Restroom controversy closes doors

By Hannah Lathen/managing editor

For NE student Ollie Tausch, his weekdays include waking up and feeding his dog and cats. He later goes to his part-time job and then comes home, does homework and goes to bed.

In between, Tausch tries to fit in time for his friends and interests, which include reading comics and watching anime.

With his multi-colored hair and skater clothes, he lives a pretty average life on the outside trying to juggle school and work while taking care of his animals. Unlike average working students, though, Tausch has added stress that comes from simple tasks like talking to a new person or using a public restroom.

Tausch is a transgender female-to-male student.

At 13, Tausch started to realize he was different. He told his mom about it, but she assumed it was just a phase. His mother had a hard time with Tausch being transgender.

“My mom has really bad depression and anxiety, and she never learned to manage it,” he said. “She would always take it out on me because I am the youngest, and I was the only one living at home.”

Now at 20, Tausch is no longer living with his mother and started hormone treatments around two and a half months ago.

“I can see changes a little bit, like my voice has gotten a little bit deeper,” he said. “It is not far enough to where a lot of changes have happened, but it’s things like little bits of facial hair. Little stuff like that.”

He still does not look completely masculine, Tausch said, which makes it harder to talk to new people.

John Erler, dressed as Moses, holds signs at the state capitol March 7 as a committee debates and hears public testimony over Senate Bill 6.
Rose Baca/The Dallas Morning News/TNS

“Talking to people and having them automatically call me ‘she’ or ‘ma’am,’ it’s really stressful,” he said.

He has not had any particular problems at TCC, but there was a time in a sociology class when gender identity and sexual orientation were discussed and other students made snippy remarks.

If there is anything TCC could do to help, Tausch said the main things are to educate teachers and provide resources that could be more unisex or one-stalled bathrooms, or it could have a lot more safer spaces to go to.

In March, Senate Bill 6 passed through the state senate, which would force people to use restrooms that align with their “biological sex” in public facilities, including TCC.

Director of institutional diversity and inclusion Andrew Duffield wrote in an email that TCC has designated facilities to be used one at a time by a person of any gender.

“However, under no circumstances may a student be required to use separate facilities because they are transgender or gender-nonconforming,” he wrote.

Although TCC does not currently have any policies regarding restrooms, locker rooms or changing facilities, Duffield wrote, students still have access to restrooms that correlate with their gender identity.

“Students, including nonbinary students, should determine which facilities are consistent with their gender identity,” he wrote. “Any student who is uncomfortable using a shared gender-segregated facility, regardless of the reason, shall, upon the student’s request, be provided with a safe and non-stigmatizing alternative.”

Tausch said the bill leaves him angry and anxious. He said in high school he was scared of going to the restroom.

“I would call out sick if I had to go to the bathroom because it wasn’t worth the stress and the risks that came along with it,” he said. “I know from personal experience that if you are trans, you already have so much mental anguish on a day-to-day basis that having people outwardly tell you ‘You can’t do that’ makes it worse because you’re already fighting an internal battle with yourself.”

To this day, Tausch said he will not go to any bathroom unless it is unisex. He has friends on other campuses and schools who struggle with not knowing where they can and cannot go and where it is safe.

One of the main things they worry about is judgment, Tausch said.

“Will I be judged if I walk into this restroom looking how I look? Will somebody say something? What if they do something? Is it safe?” he said. “Sometimes you walk in there and it is fine, and then there are other times where people stare at you, and you know but you can’t do anything about it. We are all just there to pee, but there’s that mind game that goes on.”

With Trump as president, Tausch said one of his biggest concerns was the public thinking that being transphobic and homophobic is OK. Tausch recalled an incident where he feared for his life when someone tried to run him off the road for having a trans flag sticker on the back of his car.

Tausch said he had to park. The other driver “rolled down the window, and called me ‘tranny fag’ and then drove away and flipped me off,” he said. “That really scared me because they had followed me through my neighborhood for, like, 20 minutes. I took that down because I got really scared by that.”

Paula Ellis, vice president of Transcendence, a support organization for the transgender community, said with Trump now in office, there is a concern among many trans people considering Vice President Mike Pence signed a statewide anti-LGBT law while governor of Indiana.

“The most recent appointee that Trump named for the Office of Civil Rights into health and human services is a well-known and rabidly anti-LGBT person with ties to major LGBT organizations,” she said.

Tausch’s advice to those struggling with being transgender is to surround themselves with good friends and good groups of people.

Even all that he has gone through being trans and with all the hate surrounding the trans community, Tausch said he would still rather be out.

“I would rather die with who I am than live as someone I am not,” he said.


#### [WHAT THIS TASK INVOLVES]
Check each line of the records below for the word "icon" and copy those where it appears.

╭─ DATA TO PROCESS

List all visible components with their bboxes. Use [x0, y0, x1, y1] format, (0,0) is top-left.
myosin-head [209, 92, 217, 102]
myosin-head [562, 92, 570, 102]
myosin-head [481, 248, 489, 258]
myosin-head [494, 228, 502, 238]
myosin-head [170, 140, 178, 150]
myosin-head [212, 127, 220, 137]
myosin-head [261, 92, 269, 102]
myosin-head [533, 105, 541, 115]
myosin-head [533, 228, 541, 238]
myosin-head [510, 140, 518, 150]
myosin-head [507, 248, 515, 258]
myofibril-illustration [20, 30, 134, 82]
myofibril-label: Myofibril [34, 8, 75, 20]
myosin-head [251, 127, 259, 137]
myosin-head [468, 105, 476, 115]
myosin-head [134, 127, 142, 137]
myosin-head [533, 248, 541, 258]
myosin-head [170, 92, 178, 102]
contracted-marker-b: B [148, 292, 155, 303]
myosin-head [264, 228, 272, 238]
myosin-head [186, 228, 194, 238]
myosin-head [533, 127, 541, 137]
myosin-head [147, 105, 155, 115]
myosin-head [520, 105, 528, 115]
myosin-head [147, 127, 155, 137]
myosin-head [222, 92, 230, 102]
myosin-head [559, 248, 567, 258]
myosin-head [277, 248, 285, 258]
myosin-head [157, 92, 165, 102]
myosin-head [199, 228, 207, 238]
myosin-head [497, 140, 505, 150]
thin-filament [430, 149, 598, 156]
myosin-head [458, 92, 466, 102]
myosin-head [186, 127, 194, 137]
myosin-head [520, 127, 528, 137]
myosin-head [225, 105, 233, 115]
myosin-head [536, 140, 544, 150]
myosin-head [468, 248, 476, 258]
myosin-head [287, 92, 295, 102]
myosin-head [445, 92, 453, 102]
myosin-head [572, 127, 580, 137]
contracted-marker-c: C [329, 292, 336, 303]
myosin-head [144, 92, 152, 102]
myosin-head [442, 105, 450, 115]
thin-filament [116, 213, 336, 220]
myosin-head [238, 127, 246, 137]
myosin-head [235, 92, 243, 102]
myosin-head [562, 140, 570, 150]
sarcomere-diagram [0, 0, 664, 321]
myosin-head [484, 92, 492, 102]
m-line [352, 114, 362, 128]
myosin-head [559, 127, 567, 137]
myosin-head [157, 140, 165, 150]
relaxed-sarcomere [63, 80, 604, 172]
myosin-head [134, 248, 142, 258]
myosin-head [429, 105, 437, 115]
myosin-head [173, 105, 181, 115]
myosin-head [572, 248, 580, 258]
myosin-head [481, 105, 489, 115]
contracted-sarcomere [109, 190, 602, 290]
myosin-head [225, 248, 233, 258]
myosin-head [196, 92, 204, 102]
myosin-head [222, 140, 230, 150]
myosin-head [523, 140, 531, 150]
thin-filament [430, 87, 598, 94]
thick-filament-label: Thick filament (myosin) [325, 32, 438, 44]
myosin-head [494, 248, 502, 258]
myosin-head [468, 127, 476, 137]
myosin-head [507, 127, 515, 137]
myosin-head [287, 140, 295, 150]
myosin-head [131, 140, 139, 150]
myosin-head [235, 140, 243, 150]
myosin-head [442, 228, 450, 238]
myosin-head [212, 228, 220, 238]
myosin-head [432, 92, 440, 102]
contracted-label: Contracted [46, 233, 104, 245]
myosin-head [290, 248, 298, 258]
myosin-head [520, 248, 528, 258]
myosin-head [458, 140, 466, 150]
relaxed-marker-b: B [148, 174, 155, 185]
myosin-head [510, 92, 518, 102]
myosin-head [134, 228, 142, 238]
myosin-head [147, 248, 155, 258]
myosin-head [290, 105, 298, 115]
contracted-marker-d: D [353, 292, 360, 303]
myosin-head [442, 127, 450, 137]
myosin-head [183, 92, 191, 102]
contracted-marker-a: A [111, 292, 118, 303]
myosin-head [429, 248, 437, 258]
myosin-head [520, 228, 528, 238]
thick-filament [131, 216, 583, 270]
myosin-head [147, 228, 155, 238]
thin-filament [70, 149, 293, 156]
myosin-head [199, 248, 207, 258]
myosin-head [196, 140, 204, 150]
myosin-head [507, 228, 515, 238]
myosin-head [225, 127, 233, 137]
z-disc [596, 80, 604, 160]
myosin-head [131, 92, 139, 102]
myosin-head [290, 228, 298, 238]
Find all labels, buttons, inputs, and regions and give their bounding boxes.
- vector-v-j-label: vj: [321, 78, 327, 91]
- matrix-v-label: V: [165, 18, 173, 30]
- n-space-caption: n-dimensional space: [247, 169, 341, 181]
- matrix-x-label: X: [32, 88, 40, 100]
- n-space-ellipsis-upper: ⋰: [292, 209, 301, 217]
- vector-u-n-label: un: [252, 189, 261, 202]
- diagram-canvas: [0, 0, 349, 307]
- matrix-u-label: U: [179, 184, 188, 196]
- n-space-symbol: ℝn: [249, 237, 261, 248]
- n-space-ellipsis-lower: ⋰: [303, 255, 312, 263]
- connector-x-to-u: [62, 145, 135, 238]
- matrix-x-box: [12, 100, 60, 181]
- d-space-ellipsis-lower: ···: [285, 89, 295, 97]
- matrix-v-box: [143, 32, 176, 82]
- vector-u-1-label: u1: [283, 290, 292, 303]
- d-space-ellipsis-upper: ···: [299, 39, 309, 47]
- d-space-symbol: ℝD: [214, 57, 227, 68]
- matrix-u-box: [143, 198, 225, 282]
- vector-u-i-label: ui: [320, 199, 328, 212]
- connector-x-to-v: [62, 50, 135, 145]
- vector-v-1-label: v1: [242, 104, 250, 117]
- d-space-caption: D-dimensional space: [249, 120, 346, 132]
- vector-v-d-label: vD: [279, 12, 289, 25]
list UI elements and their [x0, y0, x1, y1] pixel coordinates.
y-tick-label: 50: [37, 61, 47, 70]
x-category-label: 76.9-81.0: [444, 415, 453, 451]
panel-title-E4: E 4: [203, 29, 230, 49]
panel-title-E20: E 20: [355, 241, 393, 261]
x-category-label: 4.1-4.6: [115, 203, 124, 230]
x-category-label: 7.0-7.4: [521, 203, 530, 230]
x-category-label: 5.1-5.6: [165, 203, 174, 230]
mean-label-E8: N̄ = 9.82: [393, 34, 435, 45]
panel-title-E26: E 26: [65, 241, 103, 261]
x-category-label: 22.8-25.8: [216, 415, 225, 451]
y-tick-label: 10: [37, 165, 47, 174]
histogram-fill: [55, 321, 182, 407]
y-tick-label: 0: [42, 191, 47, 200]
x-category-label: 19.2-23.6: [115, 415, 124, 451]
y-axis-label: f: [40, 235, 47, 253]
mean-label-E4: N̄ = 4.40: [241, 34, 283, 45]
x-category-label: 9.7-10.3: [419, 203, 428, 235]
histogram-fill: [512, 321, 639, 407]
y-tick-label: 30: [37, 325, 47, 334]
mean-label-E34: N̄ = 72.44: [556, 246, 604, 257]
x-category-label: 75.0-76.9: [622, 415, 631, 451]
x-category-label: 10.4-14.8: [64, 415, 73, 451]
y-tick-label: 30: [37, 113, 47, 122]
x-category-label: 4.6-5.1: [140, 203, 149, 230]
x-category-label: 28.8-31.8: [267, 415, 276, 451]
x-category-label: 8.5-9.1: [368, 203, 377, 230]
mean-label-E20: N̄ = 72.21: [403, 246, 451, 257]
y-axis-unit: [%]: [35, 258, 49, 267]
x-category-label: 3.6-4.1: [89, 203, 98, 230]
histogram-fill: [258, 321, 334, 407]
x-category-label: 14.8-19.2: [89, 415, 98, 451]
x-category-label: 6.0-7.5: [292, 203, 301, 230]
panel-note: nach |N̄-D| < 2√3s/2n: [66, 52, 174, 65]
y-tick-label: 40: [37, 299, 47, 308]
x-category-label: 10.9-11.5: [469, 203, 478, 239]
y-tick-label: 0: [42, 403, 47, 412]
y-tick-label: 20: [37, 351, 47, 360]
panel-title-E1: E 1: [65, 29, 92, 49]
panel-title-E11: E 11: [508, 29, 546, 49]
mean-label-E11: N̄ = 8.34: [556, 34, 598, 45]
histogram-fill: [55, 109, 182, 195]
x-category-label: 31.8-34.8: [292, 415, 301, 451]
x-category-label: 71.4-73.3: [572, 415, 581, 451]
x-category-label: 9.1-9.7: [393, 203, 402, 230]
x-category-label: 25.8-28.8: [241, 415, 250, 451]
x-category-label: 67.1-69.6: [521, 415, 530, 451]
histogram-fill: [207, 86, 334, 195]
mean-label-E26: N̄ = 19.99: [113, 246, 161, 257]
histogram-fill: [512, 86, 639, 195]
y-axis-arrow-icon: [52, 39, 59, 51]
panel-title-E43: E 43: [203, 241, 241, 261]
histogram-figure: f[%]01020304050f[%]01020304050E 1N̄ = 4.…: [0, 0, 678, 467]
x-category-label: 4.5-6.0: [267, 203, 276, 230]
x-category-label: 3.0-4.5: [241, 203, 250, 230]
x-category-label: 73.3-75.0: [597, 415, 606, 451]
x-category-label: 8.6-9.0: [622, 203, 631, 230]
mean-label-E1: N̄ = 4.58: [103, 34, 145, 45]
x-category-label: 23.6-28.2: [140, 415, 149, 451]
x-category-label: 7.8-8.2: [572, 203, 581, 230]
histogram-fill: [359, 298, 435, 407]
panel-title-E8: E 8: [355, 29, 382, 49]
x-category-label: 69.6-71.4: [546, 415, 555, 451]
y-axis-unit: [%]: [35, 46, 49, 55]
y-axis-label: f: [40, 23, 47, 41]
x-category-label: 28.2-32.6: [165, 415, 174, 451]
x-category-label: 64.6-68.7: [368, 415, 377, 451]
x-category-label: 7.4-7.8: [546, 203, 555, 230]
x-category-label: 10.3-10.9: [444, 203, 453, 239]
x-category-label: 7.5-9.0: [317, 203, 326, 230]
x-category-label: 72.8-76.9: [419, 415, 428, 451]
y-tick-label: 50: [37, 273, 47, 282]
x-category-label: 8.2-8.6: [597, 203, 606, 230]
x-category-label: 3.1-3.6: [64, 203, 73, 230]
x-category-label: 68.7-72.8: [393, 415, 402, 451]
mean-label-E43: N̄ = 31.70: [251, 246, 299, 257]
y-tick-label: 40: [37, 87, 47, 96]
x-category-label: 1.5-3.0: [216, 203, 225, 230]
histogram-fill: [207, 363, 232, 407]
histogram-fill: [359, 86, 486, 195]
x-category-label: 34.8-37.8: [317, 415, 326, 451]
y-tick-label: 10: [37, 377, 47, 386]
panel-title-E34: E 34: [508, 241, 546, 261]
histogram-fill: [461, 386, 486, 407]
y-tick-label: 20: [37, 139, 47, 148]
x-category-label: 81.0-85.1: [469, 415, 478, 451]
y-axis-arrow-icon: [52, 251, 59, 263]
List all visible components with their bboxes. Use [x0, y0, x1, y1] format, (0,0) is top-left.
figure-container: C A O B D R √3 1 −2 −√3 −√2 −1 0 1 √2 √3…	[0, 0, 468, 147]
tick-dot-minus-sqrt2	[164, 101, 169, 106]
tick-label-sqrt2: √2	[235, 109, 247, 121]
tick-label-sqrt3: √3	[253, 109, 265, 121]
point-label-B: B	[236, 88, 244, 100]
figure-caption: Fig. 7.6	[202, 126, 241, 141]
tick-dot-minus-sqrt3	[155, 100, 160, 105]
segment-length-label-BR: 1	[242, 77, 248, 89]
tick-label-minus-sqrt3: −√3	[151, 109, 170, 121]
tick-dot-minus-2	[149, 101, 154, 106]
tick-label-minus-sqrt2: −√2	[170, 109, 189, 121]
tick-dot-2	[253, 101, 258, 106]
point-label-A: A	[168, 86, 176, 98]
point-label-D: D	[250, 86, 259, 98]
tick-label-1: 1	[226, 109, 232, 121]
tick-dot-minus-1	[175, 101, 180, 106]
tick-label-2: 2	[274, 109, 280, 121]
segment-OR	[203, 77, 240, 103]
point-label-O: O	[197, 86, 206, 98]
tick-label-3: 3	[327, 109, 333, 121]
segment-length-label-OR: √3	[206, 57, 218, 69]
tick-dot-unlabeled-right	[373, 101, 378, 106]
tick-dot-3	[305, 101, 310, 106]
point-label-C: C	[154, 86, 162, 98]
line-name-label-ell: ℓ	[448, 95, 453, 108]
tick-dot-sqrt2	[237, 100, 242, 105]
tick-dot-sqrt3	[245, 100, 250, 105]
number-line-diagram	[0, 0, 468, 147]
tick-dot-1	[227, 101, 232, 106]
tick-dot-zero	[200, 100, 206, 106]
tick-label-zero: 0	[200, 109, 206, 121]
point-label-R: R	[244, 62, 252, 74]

╰─

#### [SOLUTION TO THIS PROBLEM]
y-axis-arrow-icon: [52, 39, 59, 51]
y-axis-arrow-icon: [52, 251, 59, 263]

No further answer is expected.